Tuesday, October 5, 2010

EEUU: Lehigh Valley cement industry decries construction of Staten Island cement import terminal

A union representing Lehigh Valley cement workers objects to the use of $28 million in federal stimulus funds to help build a shipping terminal that it says will make it easier to import foreign cement.
The $51.7 million terminal in Staten Island, N.Y., is being built by Cementos Lima of Peru, according to Jonathan Wolfel, representing district council No. 1 of the Lehigh Valley United Steelworkers Union.
The union represents workers at local cement plants including Essroc in Nazareth and Keystone in East Allen Township. Teamsters Local 773 represents workers at Hercules in Stockertown.
Wolfel said Thursday it doesn't make sense for U.S. tax dollars to pay for a terminal that will undercut the cement industry in Eastern Pennsylvania.
He said Thursday that as a result of the terminal's construction, foreign cement will be used to rebuild ground zero, site of the Sept. 11, 2001, terrorist airplane attack on the World Trade Center.
Terminal boosters say the terminal makes cement readily available to the building trades in the New York metropolitan area and eliminates heavy truck damage to local roads caused by cement haulers driving from the Lehigh Valley.
But that could cost local workers their jobs, according to Wolfel.
In a letter to another union official, Wolfel said Keystone Cement Co. recently completed a $200 million modernization and expansion of its Bath plant.
"If Keystone elected not to make this investment, the facility would have been permanently shut down and 170 (union) members would be out of work," Wolfel said. "Keystone made the investment believing that the stimulus package would result in rebuilding our roads and bridges."
Keystone officials did not return phone calls Friday.
Essroc's director of communications Marco Barbesta on Friday said of the terminal, "We're not happy about it. I don't think there is justification to bring cement in from Peru, especially with the economy in the state it is now. How many jobs will be destroyed?"
Barbesta said companies in the Lehigh Valley have been paying salaries for more than a century.
"In 1960 in the Lehigh Valley there were 13 cement companies operating 60 plants," Barbesta said. "Today there are only five companies left."
According to an article published Nov. 25, 2008, in the Staten Island Advance newspaper, New York politicians participated in the groundbreaking of the cement terminal, which would create 125 jobs.
U.S. Sen. Charles Schumer from New York said the terminal could inject as much as $60 million annually into that state's economy, according to the news report, which said up to 800,000 metric tons of cement could be delivered to the New York metropolitan area.
Schumer did not return phone calls Friday seeking comment. U.S. Sen. Bob Casey also did not return phone calls Friday seeking comment on the terminal's potential impact on the Pennsylvania's cement industry.
The terminal is expected to be competed by the end of this year.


## ASSIGNMENT
Please count the lines in the records below that include the word "type" and report only the total.

## RECORDS

-*-

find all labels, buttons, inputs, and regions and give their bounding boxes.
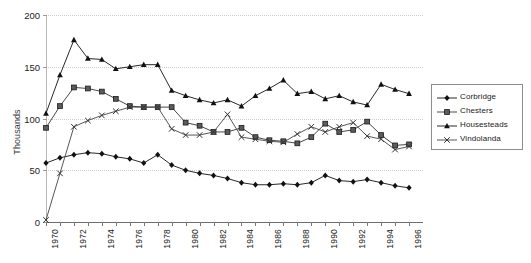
x-tick-mark [74, 222, 75, 226]
y-tick-label: 100 [24, 113, 40, 124]
x-tick-label: 1988 [301, 229, 311, 249]
x-tick-label: 1992 [357, 229, 367, 249]
x-tick-mark [297, 222, 298, 226]
line-chart: Thousands 050100150200 19701972197419761… [0, 0, 531, 263]
x-tick-label: 1990 [329, 229, 339, 249]
x-tick-label: 1980 [190, 229, 200, 249]
x-tick-mark [311, 222, 312, 226]
x-tick-mark [144, 222, 145, 226]
x-tick-label: 1976 [134, 229, 144, 249]
x-tick-mark [88, 222, 89, 226]
legend-item-chesters[interactable]: Chesters [436, 103, 517, 117]
legend-key-triangle-icon [436, 118, 458, 130]
x-tick-mark [241, 222, 242, 226]
legend-item-housesteads[interactable]: Housesteads [436, 117, 517, 131]
x-tick-mark [339, 222, 340, 226]
x-tick-mark [353, 222, 354, 226]
legend-key-cross-icon [436, 132, 458, 144]
y-tick-label: 150 [24, 61, 40, 72]
x-tick-mark [46, 222, 47, 226]
x-tick-mark [255, 222, 256, 226]
legend-label: Housesteads [458, 120, 508, 129]
x-tick-mark [381, 222, 382, 226]
x-tick-label: 1974 [106, 229, 116, 249]
series-corbridge [43, 150, 411, 191]
series-layer [46, 15, 423, 222]
x-tick-label: 1986 [273, 229, 283, 249]
y-axis-title: Thousands [12, 87, 22, 177]
legend-item-corbridge[interactable]: Corbridge [436, 89, 517, 103]
x-tick-mark [269, 222, 270, 226]
legend-item-vindolanda[interactable]: Vindolanda [436, 131, 517, 145]
x-tick-label: 1996 [413, 229, 423, 249]
x-tick-label: 1970 [50, 229, 60, 249]
x-tick-mark [395, 222, 396, 226]
legend-label: Chesters [458, 106, 493, 115]
y-tick-label: 0 [35, 217, 40, 228]
x-tick-mark [409, 222, 410, 226]
x-tick-mark [60, 222, 61, 226]
x-tick-mark [200, 222, 201, 226]
x-tick-label: 1984 [245, 229, 255, 249]
x-tick-mark [283, 222, 284, 226]
x-tick-mark [325, 222, 326, 226]
legend: CorbridgeChestersHousesteadsVindolanda [431, 84, 523, 150]
plot-area: 050100150200 197019721974197619781980198… [46, 15, 423, 222]
legend-label: Vindolanda [458, 134, 501, 143]
x-tick-mark [186, 222, 187, 226]
legend-key-square-icon [436, 104, 458, 116]
y-tick-label: 50 [29, 165, 40, 176]
x-tick-mark [172, 222, 173, 226]
series-vindolanda [43, 104, 412, 222]
x-tick-mark [158, 222, 159, 226]
x-tick-label: 1978 [162, 229, 172, 249]
x-tick-mark [102, 222, 103, 226]
x-tick-label: 1982 [218, 229, 228, 249]
x-tick-mark [130, 222, 131, 226]
y-tick-label: 200 [24, 10, 40, 21]
series-housesteads [43, 37, 412, 116]
x-tick-mark [214, 222, 215, 226]
x-tick-mark [116, 222, 117, 226]
x-tick-mark [367, 222, 368, 226]
legend-key-diamond-icon [436, 90, 458, 102]
x-tick-label: 1994 [385, 229, 395, 249]
x-tick-label: 1972 [78, 229, 88, 249]
legend-label: Corbridge [458, 92, 496, 101]
x-tick-mark [228, 222, 229, 226]
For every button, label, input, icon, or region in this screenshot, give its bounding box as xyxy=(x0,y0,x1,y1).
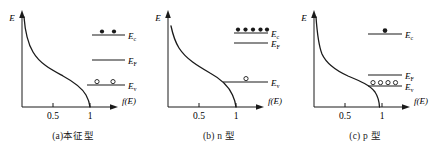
tick-label-one-a: 1 xyxy=(88,111,93,121)
panel-b-n-type: E f(E) 0.5 1 Ec EF Ev (b) n 型 xyxy=(146,0,292,146)
electron-dot xyxy=(258,28,262,32)
y-axis-label-b: E xyxy=(154,13,161,23)
x-axis-label-b: f(E) xyxy=(268,96,282,106)
tick-label-half-c: 0.5 xyxy=(339,111,351,121)
level-label-ec-c: Ec xyxy=(404,30,414,41)
level-label-ef-a: EF xyxy=(127,56,138,67)
level-label-ev-b: Ev xyxy=(270,78,280,89)
y-axis-arrow-b xyxy=(165,10,171,18)
hole-circle xyxy=(371,81,375,85)
electron-dot xyxy=(243,28,247,32)
y-axis-label-a: E xyxy=(8,13,15,23)
electron-dot xyxy=(100,29,104,33)
level-label-ef-c: EF xyxy=(404,71,415,82)
x-axis-arrow-c xyxy=(402,104,410,109)
tick-label-one-c: 1 xyxy=(380,111,385,121)
y-axis-label-c: E xyxy=(300,13,307,23)
panel-b-caption: (b) n 型 xyxy=(146,128,292,142)
panel-c-p-type: E f(E) 0.5 1 Ec EF Ev (c) p 型 xyxy=(292,0,438,146)
x-axis-label-c: f(E) xyxy=(414,96,428,106)
electron-dot xyxy=(236,28,240,32)
panel-c-plot: E f(E) 0.5 1 Ec EF Ev xyxy=(292,0,438,146)
electron-dot xyxy=(265,28,269,32)
x-axis-label-a: f(E) xyxy=(122,96,136,106)
hole-circle xyxy=(386,81,390,85)
panel-a-plot: E f(E) 0.5 1 Ec EF Ev xyxy=(0,0,146,146)
hole-circle xyxy=(111,80,115,84)
fermi-curve-a xyxy=(24,17,90,107)
hole-circle xyxy=(378,81,382,85)
tick-label-half-a: 0.5 xyxy=(47,111,59,121)
electron-dot xyxy=(112,29,116,33)
hole-circle xyxy=(95,80,99,84)
electron-dot xyxy=(251,28,255,32)
tick-label-half-b: 0.5 xyxy=(193,111,205,121)
panel-a-intrinsic: E f(E) 0.5 1 Ec EF Ev (a)本征型 xyxy=(0,0,146,146)
hole-circle xyxy=(244,77,248,81)
electron-dot xyxy=(383,28,388,33)
x-axis-arrow-b xyxy=(256,104,264,109)
level-label-ec-a: Ec xyxy=(127,31,137,42)
level-label-ev-a: Ev xyxy=(127,81,137,92)
panel-a-caption: (a)本征型 xyxy=(0,128,146,142)
level-label-ef-b: EF xyxy=(270,39,281,50)
hole-circle xyxy=(393,81,397,85)
tick-label-one-b: 1 xyxy=(234,111,239,121)
fermi-curve-c xyxy=(316,17,380,107)
x-axis-arrow-a xyxy=(110,104,118,109)
fermi-curve-b xyxy=(171,26,236,107)
band-diagram-figure: E f(E) 0.5 1 Ec EF Ev (a)本征型 xyxy=(0,0,438,146)
panel-b-plot: E f(E) 0.5 1 Ec EF Ev xyxy=(146,0,292,146)
panel-c-caption: (c) p 型 xyxy=(292,128,438,142)
level-label-ev-c: Ev xyxy=(404,82,414,93)
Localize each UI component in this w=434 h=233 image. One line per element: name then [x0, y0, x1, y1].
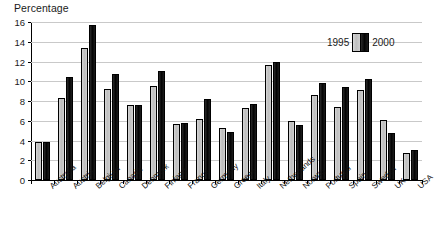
y-axis-tick [28, 160, 32, 161]
bar-1995 [104, 89, 111, 180]
chart-legend: 1995 2000 [327, 33, 395, 52]
x-axis-category-label: Netherlands [278, 184, 284, 191]
bar-1995 [357, 90, 364, 180]
y-axis-tick [28, 101, 32, 102]
bar-1995 [265, 65, 272, 180]
bar-group [192, 22, 215, 180]
x-axis-category-label: Spain [347, 184, 353, 191]
x-axis-category-label: USA [416, 184, 422, 191]
bar-group [169, 22, 192, 180]
bar-group [284, 22, 307, 180]
y-axis-tick [28, 22, 32, 23]
legend-label-2000: 2000 [372, 37, 394, 48]
y-axis-tick-label: 6 [3, 115, 25, 126]
x-axis-category-label: Belgium [94, 184, 100, 191]
x-axis-category-label: Finland [163, 184, 169, 191]
bar-1995 [150, 86, 157, 180]
bar-1995 [311, 95, 318, 180]
y-axis-tick-labels: 0246810121416 [0, 0, 25, 233]
bar-1995 [81, 48, 88, 180]
y-axis-tick-label: 2 [3, 155, 25, 166]
x-axis-category-label: Norway [301, 184, 307, 191]
legend-label-1995: 1995 [327, 37, 349, 48]
x-axis-category-label: Austria [71, 184, 77, 191]
x-axis-category-label: Canada [117, 184, 123, 191]
bar-2000 [43, 142, 50, 181]
y-axis-tick [28, 121, 32, 122]
y-axis-tick-label: 8 [3, 96, 25, 107]
y-axis-tick-label: 12 [3, 56, 25, 67]
bar-group [146, 22, 169, 180]
bar-group [261, 22, 284, 180]
bar-2000 [273, 62, 280, 181]
y-axis-tick [28, 42, 32, 43]
bar-group [100, 22, 123, 180]
y-axis-tick-label: 0 [3, 175, 25, 186]
y-axis-tick [28, 141, 32, 142]
y-axis-tick-label: 14 [3, 36, 25, 47]
legend-swatch-1995 [352, 33, 361, 52]
bar-group [215, 22, 238, 180]
y-axis-tick-label: 10 [3, 76, 25, 87]
x-axis-category-label: UK [393, 184, 399, 191]
y-axis-tick-label: 4 [3, 135, 25, 146]
x-axis-category-label: Portugal [324, 184, 330, 191]
legend-swatch-2000 [361, 33, 370, 52]
x-axis-category-label: Sweden [370, 184, 376, 191]
bar-group [54, 22, 77, 180]
bar-2000 [365, 79, 372, 180]
x-axis-category-label: Greece [232, 184, 238, 191]
y-axis-tick-label: 16 [3, 17, 25, 28]
y-axis-tick [28, 62, 32, 63]
bar-group [399, 22, 422, 180]
bar-group [238, 22, 261, 180]
bar-group [31, 22, 54, 180]
x-axis-category-label: Australia [48, 184, 54, 191]
bar-1995 [403, 153, 410, 180]
x-axis-category-label: Italy [255, 184, 261, 191]
bar-group [123, 22, 146, 180]
x-axis-tick [31, 180, 32, 184]
bar-2000 [411, 150, 418, 180]
legend-swatches [352, 33, 369, 52]
x-axis-category-label: Denmark [140, 184, 146, 191]
x-axis-category-label: France [186, 184, 192, 191]
y-axis-tick [28, 81, 32, 82]
bar-group [77, 22, 100, 180]
bar-chart: Percentage 0246810121416 1995 2000 Austr… [0, 0, 434, 233]
bar-2000 [89, 25, 96, 180]
x-axis-category-label: Germany [209, 184, 215, 191]
bar-1995 [35, 142, 42, 180]
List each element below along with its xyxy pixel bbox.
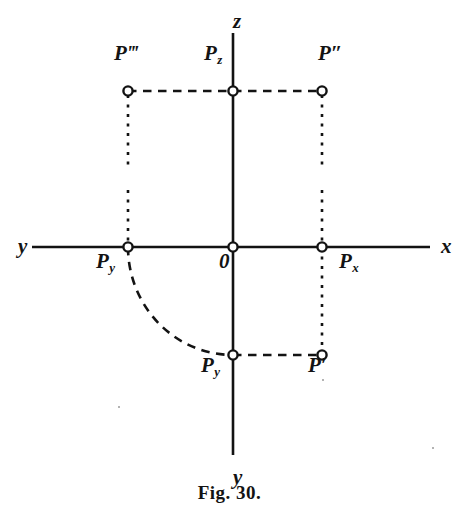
paper-speck-2 bbox=[432, 447, 434, 449]
point-label-p-prime: P′ bbox=[308, 355, 327, 376]
rotation-arc-group bbox=[128, 247, 233, 355]
point-marker-p-y-axis bbox=[123, 242, 132, 251]
point-label-p-double-prime: P″ bbox=[318, 43, 343, 64]
point-label-letter: P bbox=[204, 41, 217, 65]
point-label-subscript: x bbox=[352, 260, 359, 275]
point-label-origin: 0 bbox=[219, 251, 230, 272]
point-label-letter: P bbox=[318, 41, 331, 65]
point-label-p-y-lower: Py bbox=[201, 355, 220, 378]
z-axis-label: z bbox=[233, 11, 241, 32]
point-label-subscript: y bbox=[109, 260, 115, 275]
point-label-subscript: y bbox=[214, 364, 220, 379]
point-label-prime: ′ bbox=[321, 353, 327, 377]
point-marker-p-triple-prime bbox=[123, 86, 132, 95]
point-label-p-z: Pz bbox=[204, 43, 222, 66]
x-axis-right-label: x bbox=[441, 236, 452, 257]
point-marker-p-z bbox=[228, 86, 237, 95]
paper-speck-0 bbox=[118, 406, 120, 408]
point-label-p-triple-prime: P‴ bbox=[114, 43, 139, 64]
point-label-letter: P bbox=[201, 353, 214, 377]
point-label-p-x-axis: Px bbox=[339, 251, 359, 274]
rotation-arc bbox=[128, 247, 233, 355]
point-label-subscript: z bbox=[217, 52, 222, 67]
point-marker-p-x-axis bbox=[317, 242, 326, 251]
point-label-letter: P bbox=[96, 249, 109, 273]
point-label-letter: P bbox=[339, 249, 352, 273]
y-axis-left-label: y bbox=[18, 236, 27, 257]
figure-30-container: zyxy 0P‴PzP″PyPxPyP′ Fig. 30. bbox=[0, 0, 459, 514]
point-label-letter: 0 bbox=[219, 249, 230, 273]
paper-speck-1 bbox=[322, 379, 324, 381]
point-label-letter: P bbox=[308, 353, 321, 377]
point-marker-p-double-prime bbox=[317, 86, 326, 95]
point-label-prime: ″ bbox=[331, 41, 343, 65]
point-label-p-y-axis: Py bbox=[96, 251, 115, 274]
construction-lines-group bbox=[128, 91, 322, 355]
point-marker-p-y-lower bbox=[228, 350, 237, 359]
figure-caption: Fig. 30. bbox=[0, 482, 459, 504]
point-label-prime: ‴ bbox=[127, 41, 139, 65]
point-label-letter: P bbox=[114, 41, 127, 65]
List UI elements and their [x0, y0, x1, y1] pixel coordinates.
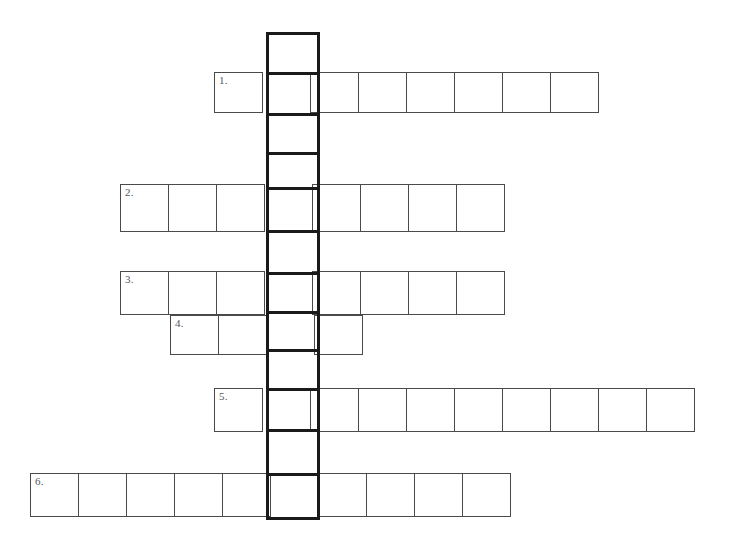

-*-

## REPLY
2